Work instruction
Repeat the entries word for word. Leave nothing out.

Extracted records
################
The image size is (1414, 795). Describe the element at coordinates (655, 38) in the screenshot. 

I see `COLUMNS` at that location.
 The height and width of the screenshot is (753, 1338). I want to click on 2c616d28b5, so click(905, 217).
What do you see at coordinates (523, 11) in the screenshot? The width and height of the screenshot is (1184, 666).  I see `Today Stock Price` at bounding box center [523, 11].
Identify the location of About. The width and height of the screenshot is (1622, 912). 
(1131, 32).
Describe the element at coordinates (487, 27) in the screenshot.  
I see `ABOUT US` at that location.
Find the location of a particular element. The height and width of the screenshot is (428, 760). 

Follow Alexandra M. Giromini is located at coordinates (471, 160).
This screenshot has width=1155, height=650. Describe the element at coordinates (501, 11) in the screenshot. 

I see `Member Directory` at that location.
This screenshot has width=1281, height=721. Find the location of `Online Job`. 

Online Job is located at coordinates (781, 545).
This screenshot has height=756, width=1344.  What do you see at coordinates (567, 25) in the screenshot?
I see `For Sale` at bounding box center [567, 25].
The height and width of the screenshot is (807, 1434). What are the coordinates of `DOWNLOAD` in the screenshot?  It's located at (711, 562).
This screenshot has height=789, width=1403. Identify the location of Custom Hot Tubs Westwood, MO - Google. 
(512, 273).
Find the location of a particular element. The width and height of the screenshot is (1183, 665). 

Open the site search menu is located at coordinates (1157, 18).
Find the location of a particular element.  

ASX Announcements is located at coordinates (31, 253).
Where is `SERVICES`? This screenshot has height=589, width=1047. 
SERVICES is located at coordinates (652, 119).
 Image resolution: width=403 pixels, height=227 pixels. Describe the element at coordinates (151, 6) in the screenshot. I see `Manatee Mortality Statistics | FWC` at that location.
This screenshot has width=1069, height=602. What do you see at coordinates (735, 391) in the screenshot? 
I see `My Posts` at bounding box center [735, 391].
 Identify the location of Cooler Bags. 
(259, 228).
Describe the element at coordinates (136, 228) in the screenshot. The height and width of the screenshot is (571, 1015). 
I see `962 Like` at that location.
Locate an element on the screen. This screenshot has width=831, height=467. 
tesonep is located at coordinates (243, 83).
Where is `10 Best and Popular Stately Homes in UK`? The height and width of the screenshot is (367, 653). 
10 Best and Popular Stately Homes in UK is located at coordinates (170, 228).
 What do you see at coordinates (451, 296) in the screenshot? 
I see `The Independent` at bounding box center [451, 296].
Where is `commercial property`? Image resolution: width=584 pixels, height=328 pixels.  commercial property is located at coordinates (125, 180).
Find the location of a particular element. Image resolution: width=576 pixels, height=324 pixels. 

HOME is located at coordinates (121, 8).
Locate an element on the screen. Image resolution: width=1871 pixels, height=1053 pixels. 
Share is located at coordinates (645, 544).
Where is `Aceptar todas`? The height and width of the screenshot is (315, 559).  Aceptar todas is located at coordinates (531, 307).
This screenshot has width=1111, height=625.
################
Response to the exercise
The image size is (1414, 795). Describe the element at coordinates (655, 38) in the screenshot. 

I see `COLUMNS` at that location.
 The height and width of the screenshot is (753, 1338). I want to click on 2c616d28b5, so click(905, 217).
What do you see at coordinates (523, 11) in the screenshot? The width and height of the screenshot is (1184, 666).  I see `Today Stock Price` at bounding box center [523, 11].
Identify the location of About. The width and height of the screenshot is (1622, 912). 
(1131, 32).
Describe the element at coordinates (487, 27) in the screenshot.  
I see `ABOUT US` at that location.
Find the location of a particular element. The height and width of the screenshot is (428, 760). 

Follow Alexandra M. Giromini is located at coordinates (471, 160).
This screenshot has width=1155, height=650. Describe the element at coordinates (501, 11) in the screenshot. 

I see `Member Directory` at that location.
This screenshot has width=1281, height=721. Find the location of `Online Job`. 

Online Job is located at coordinates (781, 545).
This screenshot has height=756, width=1344.  What do you see at coordinates (567, 25) in the screenshot?
I see `For Sale` at bounding box center [567, 25].
The height and width of the screenshot is (807, 1434). What are the coordinates of `DOWNLOAD` in the screenshot?  It's located at (711, 562).
This screenshot has height=789, width=1403. Identify the location of Custom Hot Tubs Westwood, MO - Google. 
(512, 273).
Find the location of a particular element. The width and height of the screenshot is (1183, 665). 

Open the site search menu is located at coordinates (1157, 18).
Find the location of a particular element.  

ASX Announcements is located at coordinates (31, 253).
Where is `SERVICES`? This screenshot has height=589, width=1047. 
SERVICES is located at coordinates (652, 119).
 Image resolution: width=403 pixels, height=227 pixels. Describe the element at coordinates (151, 6) in the screenshot. I see `Manatee Mortality Statistics | FWC` at that location.
This screenshot has width=1069, height=602. What do you see at coordinates (735, 391) in the screenshot? 
I see `My Posts` at bounding box center [735, 391].
 Identify the location of Cooler Bags. 
(259, 228).
Describe the element at coordinates (136, 228) in the screenshot. The height and width of the screenshot is (571, 1015). 
I see `962 Like` at that location.
Locate an element on the screen. This screenshot has width=831, height=467. 
tesonep is located at coordinates (243, 83).
Where is `10 Best and Popular Stately Homes in UK`? The height and width of the screenshot is (367, 653). 
10 Best and Popular Stately Homes in UK is located at coordinates (170, 228).
 What do you see at coordinates (451, 296) in the screenshot? 
I see `The Independent` at bounding box center [451, 296].
Where is `commercial property`? Image resolution: width=584 pixels, height=328 pixels.  commercial property is located at coordinates (125, 180).
Find the location of a particular element. Image resolution: width=576 pixels, height=324 pixels. 

HOME is located at coordinates (121, 8).
Locate an element on the screen. Image resolution: width=1871 pixels, height=1053 pixels. 
Share is located at coordinates (645, 544).
Where is `Aceptar todas`? The height and width of the screenshot is (315, 559).  Aceptar todas is located at coordinates (531, 307).
This screenshot has width=1111, height=625.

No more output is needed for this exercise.